Dylan Cease made relatively easy work of the first inning for once.
It was the second inning that did him in.
After posting a zero on a respectable 20 pitches to open his day, Cease failed to retire any of the first four batters in the second. He issued a pair of walks around an Avisaíl García single, after which Travis d'Arnaud crushed an inner-half slider out to left for the grand slam.
Tampa Bay hitters seemed to be able to sit slider because he kept missing high with his fastball, a trend that had plagued the first inning of his first two starts. García single was also on the breaking ball.
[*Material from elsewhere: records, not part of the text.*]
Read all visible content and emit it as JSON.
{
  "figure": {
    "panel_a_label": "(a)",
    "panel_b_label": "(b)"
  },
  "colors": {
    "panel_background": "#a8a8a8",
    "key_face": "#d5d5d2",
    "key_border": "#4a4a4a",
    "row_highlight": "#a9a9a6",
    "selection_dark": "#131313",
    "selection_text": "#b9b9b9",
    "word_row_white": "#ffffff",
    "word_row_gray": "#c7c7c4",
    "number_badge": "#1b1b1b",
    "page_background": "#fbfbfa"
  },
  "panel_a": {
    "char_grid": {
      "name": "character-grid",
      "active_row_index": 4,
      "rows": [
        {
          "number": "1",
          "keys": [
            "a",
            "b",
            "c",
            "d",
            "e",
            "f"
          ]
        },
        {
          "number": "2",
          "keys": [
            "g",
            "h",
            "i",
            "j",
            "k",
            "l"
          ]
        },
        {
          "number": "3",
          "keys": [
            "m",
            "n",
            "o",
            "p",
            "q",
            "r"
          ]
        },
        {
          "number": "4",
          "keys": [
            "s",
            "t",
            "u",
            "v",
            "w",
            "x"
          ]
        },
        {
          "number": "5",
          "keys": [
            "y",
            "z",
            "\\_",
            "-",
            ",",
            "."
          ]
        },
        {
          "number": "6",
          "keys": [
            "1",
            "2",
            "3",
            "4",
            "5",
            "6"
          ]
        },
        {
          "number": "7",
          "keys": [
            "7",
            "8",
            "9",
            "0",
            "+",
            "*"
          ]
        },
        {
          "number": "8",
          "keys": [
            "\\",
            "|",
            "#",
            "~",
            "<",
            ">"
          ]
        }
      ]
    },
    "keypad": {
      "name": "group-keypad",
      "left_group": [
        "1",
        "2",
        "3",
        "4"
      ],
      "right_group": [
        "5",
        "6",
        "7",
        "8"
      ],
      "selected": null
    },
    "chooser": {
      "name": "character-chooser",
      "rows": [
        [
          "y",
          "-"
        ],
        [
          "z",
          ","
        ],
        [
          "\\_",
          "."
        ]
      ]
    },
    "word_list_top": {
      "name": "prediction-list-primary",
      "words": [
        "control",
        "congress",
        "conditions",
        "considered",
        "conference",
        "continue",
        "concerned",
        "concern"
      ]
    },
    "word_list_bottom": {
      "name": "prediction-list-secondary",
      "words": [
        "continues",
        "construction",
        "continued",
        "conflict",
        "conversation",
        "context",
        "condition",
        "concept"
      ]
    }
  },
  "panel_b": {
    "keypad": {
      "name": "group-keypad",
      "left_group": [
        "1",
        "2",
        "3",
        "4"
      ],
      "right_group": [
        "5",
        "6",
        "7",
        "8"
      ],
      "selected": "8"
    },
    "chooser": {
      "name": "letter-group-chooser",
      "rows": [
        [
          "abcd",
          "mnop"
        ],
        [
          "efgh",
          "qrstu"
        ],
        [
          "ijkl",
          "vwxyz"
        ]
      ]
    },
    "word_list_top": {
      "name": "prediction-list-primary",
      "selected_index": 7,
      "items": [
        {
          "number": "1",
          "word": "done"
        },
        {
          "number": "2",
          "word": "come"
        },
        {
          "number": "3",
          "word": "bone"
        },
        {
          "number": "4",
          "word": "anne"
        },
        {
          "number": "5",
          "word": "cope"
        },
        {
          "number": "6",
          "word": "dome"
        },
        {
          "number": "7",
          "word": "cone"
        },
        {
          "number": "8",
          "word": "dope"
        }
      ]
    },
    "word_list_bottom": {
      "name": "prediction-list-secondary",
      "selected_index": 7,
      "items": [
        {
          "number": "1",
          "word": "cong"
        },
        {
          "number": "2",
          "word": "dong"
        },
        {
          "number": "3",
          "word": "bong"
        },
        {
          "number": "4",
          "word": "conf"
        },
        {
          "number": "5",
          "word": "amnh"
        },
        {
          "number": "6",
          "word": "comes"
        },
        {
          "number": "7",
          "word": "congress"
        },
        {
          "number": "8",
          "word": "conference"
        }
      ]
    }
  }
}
Cease gave up a two-out ground-rule double before the close of the inning, and then he didn't allow another hit the rest of the way. Neither did any White Sox reliever. The White Sox limited the Rays to two walks over the remaining six innings they pitched, and both were erased with double plays.
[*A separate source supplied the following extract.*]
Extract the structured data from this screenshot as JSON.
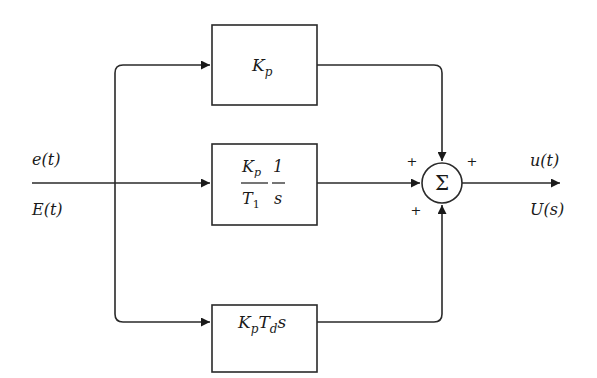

Unfortunately, even though the White Sox outhit the Rays 5-3, they were outscored 4-2. They wasted their best opportunity against Blake Snell in the first inning, when a wild pitch put runners on second and third with nobody out and Jose Abreu at the plate, albeit on a 1-2 count. Alas, Abreu struck out, Leury García was thrown out at home trying to score on a pitch that wasn't wild enough, and James McCann went down swinging to end the threat.
The Sox couldn't muster a similar threat against Snell the rest of the way. They made him throw 109 pitches over six innings, but that's because they struck out 10 times.
They avoided the shutout when Tampa Bay's bullpen arrived. Ryan Goins drew a one-out walk off Andrew Kittridge in the seventh, then scored on Yolmer Sánchez's triple over the head of center fielder Avísail García. Adam Engel then cashed in Sänchez with an infield single that made it 4-2 and brought the tying run to the plate. Alas, the rest of the White Sox went eight up and eight down, and Engel never got a chance to come to the plate as the tying run.
Bullet points:
*Sánchez and Engel had four of the White Sox' five hits.
*The White Sox went 2-8 on the road trip, and were one McCann swing from being 1-9.
*The bullpen should be rested for the homestand. Josh Osich recorded eight outs by himself, and Jimmy Cordero retired the last batter of the eighth in his White Sox debut.
*Thanks to everybody who came out to Alter Brewing for the meetup. I hope you all enjoyed it as much as I did.